Business leaders and Government officials met in Auckland today to identify how they can collaborate to fight modern-day slavery and human trafficking.
Minister of Immigration Iain Lees-Galloway and Icebreaker chairman Rob Fyfe hosted the closed-door meeting in Orakei which looked at the issue here and across the Asia-Pacific region.
Lees-Galloway said the meeting was just the beginning of the conversation on the issue.
"It's clear that we have a problem with migrant exploitation in New Zealand, the enforcement agencies tell me that wherever they go looking for it, they find it," the minister said.
He said there were several investigations on modern-day slavery cases underway.
New Zealand has been identified as a destination for human trafficking by the US Government since 2004, but it was only in 2016 that the first trafficking conviction was secured.
Faroz Ali, 46, was found guilty by a jury in the High Court of Auckland of multiple charges of human trafficking and exploitation.
Unlike the US or most other countries, human trafficking cases here are investigated by Immigration New Zealand and not the police.
"Modern slavery is an umbrella term used to refer to practices such as servitude, forced labour, forced marriage, the sale and exploitation of children, and debt bondage and, in combination with human trafficking has escalated to become one of the largest human rights issues of our time," Fyfe said.
More than 40 million people around the world are trapped in some form of slavery, Fyfe said, and the issues directly affect those here in New Zealand.
The Crimes Act was amended in 2015 to include domestic trafficking, to cover exploitation and deception of workers within New Zealand borders and not just offshore.
Last month an Auckland Filipino restaurateur was jailed and her partner sentenced to home detention over charges of exploitation.
The judge, in sentencing the co-owners of 3 Kings Food, said the conditions of the victims were "not far removed from a modern-day form of slavery".
In 2016, the owners of Indian restaurant chain Masala were also sentenced on exploitation charges of paying staff $3 an hour and working them more than 60 hours a week.
However, because these cases were not being labelled as trafficking, the offenders were not charged under trafficking offences and the victims are not classified as victims of trafficking, it is difficult to get an estimate on how widespread the trafficking situation is in New Zealand.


## Goal of the exercise
For each line of the data that includes the word "pixels", copy the line.

## Extracted information
--

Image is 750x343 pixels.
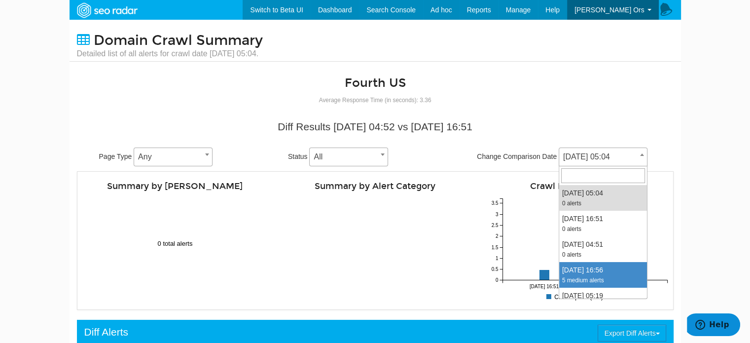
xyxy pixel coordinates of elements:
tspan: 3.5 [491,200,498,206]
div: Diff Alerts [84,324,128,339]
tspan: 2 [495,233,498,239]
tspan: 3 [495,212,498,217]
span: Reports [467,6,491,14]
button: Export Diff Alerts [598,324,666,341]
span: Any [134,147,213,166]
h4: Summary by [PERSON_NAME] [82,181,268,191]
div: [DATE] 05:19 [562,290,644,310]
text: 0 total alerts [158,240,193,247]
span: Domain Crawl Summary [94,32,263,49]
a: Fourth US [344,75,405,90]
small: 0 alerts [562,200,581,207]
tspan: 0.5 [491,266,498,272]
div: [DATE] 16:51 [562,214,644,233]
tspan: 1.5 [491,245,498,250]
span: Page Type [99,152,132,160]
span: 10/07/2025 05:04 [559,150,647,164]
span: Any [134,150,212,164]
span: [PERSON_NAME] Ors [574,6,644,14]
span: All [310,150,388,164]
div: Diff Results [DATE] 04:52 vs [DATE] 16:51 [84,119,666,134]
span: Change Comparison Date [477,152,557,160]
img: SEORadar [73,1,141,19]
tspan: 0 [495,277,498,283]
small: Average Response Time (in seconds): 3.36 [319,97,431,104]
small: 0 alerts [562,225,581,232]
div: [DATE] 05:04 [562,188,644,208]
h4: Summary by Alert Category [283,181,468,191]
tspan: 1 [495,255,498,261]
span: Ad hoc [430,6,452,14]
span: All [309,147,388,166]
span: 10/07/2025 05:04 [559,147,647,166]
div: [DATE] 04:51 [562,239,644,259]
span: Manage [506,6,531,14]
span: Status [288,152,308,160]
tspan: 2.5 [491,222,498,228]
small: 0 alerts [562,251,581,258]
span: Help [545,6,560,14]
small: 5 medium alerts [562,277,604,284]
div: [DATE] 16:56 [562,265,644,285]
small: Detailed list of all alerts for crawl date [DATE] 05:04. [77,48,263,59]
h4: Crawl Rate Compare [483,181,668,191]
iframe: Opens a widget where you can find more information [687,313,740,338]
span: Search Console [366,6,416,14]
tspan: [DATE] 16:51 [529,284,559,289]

--

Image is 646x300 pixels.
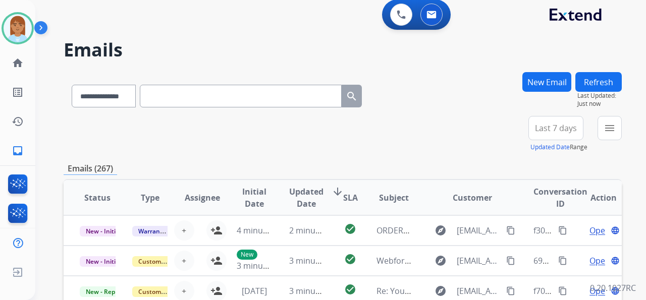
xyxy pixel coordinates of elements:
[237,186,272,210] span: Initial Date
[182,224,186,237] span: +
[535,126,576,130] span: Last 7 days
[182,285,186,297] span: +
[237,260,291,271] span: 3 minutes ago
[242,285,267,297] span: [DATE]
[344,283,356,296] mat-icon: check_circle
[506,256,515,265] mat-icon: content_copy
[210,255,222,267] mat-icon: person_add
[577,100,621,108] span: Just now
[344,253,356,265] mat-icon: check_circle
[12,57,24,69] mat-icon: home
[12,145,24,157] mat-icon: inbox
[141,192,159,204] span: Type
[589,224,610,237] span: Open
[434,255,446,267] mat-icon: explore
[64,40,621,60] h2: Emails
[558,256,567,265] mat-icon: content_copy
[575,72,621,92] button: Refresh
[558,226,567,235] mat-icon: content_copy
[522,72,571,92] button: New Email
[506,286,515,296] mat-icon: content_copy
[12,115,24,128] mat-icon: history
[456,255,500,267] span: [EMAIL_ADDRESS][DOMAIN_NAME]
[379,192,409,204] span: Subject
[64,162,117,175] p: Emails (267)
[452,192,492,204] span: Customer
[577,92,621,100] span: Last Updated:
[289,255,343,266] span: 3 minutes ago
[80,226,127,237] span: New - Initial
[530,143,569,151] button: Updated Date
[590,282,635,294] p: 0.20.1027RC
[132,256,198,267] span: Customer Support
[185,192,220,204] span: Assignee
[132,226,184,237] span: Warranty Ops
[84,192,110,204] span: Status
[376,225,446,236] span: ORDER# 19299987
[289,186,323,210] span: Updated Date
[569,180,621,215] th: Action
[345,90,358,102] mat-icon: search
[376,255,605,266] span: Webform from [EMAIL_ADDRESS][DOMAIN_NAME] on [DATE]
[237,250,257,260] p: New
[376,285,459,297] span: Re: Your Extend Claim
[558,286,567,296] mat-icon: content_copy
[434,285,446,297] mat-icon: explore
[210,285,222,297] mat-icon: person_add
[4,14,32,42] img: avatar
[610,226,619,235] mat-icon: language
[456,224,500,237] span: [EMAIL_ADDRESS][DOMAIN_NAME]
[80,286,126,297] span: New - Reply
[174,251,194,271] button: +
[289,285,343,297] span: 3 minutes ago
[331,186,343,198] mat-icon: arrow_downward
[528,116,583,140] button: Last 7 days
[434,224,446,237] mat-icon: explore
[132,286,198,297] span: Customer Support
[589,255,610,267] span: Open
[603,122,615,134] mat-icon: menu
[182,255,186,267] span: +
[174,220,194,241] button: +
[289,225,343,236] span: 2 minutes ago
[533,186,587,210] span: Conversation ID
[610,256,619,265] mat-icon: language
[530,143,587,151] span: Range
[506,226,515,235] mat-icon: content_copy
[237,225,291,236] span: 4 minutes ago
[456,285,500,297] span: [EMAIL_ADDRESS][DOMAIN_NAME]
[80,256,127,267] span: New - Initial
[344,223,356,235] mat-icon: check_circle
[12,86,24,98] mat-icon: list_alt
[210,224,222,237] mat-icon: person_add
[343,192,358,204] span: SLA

--

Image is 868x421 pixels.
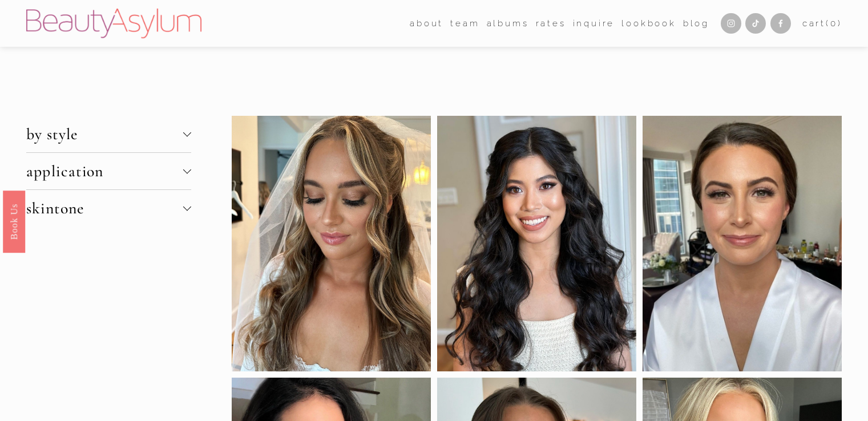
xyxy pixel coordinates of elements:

--

## Answer below
Image is 750x343 pixels.
Image is 646x300 pixels.
Image is 868x421 pixels.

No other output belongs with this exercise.